What is being asked:
Please return every line in the following data that includes the string "CRAXX".

[Provided records]

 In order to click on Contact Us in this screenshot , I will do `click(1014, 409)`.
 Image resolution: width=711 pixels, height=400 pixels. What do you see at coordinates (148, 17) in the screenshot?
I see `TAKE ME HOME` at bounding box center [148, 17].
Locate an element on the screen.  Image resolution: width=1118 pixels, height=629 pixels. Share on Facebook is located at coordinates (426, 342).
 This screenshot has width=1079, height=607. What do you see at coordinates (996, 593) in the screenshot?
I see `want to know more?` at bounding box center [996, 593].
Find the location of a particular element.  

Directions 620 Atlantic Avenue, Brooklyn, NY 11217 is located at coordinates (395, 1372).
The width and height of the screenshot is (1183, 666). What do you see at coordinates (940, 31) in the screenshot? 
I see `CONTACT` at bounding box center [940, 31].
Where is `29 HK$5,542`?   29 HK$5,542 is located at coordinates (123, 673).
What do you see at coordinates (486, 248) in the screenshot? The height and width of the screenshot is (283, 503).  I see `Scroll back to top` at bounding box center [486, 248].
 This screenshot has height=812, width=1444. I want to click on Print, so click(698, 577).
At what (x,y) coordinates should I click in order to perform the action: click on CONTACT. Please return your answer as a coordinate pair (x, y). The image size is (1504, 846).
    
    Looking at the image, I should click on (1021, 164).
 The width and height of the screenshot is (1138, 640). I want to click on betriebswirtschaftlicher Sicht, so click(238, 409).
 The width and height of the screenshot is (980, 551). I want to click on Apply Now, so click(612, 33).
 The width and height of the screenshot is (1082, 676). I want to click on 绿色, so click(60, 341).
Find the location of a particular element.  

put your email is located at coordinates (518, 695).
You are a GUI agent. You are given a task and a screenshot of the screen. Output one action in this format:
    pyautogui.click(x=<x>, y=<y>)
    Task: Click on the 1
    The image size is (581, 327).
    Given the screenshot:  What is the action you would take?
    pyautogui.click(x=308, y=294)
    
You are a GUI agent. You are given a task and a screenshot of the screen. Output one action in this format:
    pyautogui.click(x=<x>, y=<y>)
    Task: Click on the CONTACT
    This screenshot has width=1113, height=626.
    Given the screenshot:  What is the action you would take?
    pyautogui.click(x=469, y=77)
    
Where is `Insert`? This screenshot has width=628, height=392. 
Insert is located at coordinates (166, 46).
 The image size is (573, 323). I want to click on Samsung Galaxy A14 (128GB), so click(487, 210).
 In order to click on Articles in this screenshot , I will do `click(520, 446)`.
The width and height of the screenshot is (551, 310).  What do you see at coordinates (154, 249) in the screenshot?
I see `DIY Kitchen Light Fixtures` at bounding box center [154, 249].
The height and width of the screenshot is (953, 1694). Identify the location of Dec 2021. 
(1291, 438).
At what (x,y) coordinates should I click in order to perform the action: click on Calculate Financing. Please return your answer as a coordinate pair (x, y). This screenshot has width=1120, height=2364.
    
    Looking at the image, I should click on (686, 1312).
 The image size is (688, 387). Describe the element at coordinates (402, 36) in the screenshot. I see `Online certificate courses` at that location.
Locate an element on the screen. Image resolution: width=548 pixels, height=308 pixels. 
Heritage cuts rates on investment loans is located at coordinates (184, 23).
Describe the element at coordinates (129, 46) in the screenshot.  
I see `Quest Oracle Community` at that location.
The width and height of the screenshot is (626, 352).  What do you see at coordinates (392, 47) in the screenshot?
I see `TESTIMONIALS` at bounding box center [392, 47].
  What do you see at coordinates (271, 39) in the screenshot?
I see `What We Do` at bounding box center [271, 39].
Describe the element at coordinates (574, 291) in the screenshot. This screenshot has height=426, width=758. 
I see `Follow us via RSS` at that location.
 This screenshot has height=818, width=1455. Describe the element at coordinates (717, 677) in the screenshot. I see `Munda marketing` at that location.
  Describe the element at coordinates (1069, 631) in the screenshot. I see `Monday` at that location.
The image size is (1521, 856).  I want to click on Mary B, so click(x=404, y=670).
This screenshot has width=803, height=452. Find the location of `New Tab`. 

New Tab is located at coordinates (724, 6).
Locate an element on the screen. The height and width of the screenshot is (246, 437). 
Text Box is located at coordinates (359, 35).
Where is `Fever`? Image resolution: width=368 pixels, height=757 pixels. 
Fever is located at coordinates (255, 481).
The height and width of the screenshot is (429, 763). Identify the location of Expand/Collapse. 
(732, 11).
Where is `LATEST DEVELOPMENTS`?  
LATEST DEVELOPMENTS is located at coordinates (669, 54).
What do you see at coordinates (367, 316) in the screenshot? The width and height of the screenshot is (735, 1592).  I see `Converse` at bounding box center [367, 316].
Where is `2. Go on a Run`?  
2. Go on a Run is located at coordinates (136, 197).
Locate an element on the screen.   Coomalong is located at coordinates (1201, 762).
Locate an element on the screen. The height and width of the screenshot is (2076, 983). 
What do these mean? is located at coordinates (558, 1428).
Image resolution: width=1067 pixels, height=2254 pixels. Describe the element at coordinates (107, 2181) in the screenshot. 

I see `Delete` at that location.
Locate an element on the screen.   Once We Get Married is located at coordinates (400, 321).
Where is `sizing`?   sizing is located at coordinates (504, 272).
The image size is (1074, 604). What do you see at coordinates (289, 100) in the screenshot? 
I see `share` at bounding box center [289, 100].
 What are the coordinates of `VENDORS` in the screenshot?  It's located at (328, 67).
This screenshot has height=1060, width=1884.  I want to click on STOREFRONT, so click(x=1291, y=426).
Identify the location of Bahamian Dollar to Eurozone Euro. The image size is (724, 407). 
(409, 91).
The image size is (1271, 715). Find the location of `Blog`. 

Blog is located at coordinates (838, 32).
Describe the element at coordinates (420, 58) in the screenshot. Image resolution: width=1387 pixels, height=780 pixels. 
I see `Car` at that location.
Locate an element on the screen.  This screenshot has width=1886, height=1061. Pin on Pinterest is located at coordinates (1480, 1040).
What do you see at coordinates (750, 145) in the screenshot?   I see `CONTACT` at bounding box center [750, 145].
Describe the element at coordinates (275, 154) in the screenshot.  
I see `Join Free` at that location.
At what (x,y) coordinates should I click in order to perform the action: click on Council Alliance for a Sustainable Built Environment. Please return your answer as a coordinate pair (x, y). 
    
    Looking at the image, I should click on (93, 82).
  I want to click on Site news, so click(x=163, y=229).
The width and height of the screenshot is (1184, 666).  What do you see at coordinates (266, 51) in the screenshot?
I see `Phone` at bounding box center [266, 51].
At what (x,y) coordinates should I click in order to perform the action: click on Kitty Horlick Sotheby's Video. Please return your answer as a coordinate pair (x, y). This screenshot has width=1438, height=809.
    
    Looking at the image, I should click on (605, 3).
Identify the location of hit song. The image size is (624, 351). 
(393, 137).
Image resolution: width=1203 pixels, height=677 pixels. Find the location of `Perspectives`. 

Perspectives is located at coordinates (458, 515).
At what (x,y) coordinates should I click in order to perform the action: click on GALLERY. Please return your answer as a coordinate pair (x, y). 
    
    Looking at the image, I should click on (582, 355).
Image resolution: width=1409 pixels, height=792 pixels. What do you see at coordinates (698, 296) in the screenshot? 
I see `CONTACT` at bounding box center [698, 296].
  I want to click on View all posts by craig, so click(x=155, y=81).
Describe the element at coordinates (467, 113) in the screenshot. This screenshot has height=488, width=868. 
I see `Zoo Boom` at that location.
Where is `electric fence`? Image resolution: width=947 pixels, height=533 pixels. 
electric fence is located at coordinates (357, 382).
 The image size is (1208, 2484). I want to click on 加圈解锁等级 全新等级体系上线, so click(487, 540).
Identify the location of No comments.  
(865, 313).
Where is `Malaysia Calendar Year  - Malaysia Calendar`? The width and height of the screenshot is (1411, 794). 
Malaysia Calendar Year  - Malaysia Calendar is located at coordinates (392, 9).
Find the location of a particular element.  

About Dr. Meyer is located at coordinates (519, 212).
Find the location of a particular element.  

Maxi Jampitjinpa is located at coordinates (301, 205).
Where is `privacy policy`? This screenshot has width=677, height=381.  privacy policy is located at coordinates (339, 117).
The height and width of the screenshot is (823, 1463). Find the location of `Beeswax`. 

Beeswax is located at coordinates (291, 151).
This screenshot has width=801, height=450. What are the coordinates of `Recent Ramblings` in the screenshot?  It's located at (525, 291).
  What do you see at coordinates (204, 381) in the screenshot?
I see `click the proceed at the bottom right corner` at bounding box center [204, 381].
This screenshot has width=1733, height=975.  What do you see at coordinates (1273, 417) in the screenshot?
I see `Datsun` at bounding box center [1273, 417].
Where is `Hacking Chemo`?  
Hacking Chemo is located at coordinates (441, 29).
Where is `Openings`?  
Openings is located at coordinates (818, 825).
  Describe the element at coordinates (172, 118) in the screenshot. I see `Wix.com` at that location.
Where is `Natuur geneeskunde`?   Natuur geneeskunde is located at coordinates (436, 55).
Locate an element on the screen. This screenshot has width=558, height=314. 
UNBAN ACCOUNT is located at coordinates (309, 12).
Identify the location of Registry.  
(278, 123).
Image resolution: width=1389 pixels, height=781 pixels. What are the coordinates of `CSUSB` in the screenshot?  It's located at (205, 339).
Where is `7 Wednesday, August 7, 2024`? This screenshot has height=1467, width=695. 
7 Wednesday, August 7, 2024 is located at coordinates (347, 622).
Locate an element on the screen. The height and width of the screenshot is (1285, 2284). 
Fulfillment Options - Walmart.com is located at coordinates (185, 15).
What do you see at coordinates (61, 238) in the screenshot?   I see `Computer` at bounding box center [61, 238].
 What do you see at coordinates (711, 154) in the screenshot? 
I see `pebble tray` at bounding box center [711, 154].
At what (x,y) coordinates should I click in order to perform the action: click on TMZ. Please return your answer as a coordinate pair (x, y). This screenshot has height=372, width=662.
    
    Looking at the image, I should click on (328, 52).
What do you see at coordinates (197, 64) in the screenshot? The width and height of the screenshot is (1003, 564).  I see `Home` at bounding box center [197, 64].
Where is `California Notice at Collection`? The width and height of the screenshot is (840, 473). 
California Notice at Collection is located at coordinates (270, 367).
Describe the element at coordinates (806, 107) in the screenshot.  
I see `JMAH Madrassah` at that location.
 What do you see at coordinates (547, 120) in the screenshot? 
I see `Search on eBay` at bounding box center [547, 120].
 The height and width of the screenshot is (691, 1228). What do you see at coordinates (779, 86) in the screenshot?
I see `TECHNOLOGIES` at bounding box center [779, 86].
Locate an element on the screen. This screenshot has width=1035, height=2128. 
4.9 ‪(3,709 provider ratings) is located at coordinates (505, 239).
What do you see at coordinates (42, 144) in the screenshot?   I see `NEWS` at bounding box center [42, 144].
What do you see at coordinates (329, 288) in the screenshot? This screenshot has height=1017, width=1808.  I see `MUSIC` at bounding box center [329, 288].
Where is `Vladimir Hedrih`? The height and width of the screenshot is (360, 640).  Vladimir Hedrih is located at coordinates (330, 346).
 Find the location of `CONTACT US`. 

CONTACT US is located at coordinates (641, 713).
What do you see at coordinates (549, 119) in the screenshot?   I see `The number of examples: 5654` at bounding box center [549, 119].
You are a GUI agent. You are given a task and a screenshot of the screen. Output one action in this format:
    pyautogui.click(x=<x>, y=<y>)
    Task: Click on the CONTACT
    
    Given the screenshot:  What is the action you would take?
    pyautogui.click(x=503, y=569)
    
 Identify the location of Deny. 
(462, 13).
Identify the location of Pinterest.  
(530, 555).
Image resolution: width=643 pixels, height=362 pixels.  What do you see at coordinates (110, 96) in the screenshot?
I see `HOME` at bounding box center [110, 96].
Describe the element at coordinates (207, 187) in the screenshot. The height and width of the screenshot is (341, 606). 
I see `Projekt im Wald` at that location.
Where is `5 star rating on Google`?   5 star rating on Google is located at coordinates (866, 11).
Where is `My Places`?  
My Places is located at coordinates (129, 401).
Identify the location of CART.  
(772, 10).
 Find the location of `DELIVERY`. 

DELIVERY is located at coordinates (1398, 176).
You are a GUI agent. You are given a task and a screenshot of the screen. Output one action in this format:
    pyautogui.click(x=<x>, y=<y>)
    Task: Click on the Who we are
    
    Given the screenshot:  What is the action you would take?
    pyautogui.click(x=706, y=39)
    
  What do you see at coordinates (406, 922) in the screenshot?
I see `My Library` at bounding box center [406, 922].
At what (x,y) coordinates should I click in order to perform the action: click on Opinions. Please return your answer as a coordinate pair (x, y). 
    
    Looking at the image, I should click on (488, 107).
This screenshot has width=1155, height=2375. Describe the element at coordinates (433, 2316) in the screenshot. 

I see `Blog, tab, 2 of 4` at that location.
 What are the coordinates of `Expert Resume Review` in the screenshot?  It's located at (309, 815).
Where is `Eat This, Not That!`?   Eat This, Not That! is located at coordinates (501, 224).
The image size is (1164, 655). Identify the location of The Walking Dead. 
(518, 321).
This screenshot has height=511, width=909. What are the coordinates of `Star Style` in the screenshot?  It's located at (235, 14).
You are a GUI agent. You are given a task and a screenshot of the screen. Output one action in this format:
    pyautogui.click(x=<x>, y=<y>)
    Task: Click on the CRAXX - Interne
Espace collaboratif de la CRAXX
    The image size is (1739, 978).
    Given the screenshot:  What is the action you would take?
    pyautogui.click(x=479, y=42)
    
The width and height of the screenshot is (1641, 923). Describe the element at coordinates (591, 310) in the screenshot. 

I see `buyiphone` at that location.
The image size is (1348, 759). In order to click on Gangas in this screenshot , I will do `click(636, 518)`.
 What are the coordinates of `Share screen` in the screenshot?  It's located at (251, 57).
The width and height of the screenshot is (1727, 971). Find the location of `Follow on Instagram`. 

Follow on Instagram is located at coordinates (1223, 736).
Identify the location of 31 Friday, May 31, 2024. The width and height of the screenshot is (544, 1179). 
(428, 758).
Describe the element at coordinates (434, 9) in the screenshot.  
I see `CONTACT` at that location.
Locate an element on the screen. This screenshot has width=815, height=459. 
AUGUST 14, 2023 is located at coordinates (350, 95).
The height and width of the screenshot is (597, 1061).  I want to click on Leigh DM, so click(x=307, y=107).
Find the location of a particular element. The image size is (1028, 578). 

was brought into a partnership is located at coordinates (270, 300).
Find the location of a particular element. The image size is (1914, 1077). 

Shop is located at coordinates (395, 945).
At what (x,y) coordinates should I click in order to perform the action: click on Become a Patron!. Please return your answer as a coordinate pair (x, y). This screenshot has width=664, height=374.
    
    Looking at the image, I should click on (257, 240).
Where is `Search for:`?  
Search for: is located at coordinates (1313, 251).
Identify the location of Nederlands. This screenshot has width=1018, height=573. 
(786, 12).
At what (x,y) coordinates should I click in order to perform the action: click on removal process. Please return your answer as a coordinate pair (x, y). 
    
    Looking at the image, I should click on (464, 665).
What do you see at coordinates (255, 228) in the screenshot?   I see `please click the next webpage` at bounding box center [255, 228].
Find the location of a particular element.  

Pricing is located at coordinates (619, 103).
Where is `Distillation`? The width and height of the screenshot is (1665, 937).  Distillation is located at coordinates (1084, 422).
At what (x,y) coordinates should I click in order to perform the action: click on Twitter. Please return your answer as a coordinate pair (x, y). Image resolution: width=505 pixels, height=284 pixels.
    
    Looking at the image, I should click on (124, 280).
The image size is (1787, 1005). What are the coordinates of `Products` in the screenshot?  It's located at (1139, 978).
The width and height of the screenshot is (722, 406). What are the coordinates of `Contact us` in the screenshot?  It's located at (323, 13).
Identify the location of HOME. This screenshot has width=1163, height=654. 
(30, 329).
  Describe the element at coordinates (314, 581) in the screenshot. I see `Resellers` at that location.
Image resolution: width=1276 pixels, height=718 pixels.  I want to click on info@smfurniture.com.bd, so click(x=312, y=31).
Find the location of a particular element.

[/Provided records]

Answer to this problem:
    Task: Click on the CRAXX - Interne
Espace collaboratif de la CRAXX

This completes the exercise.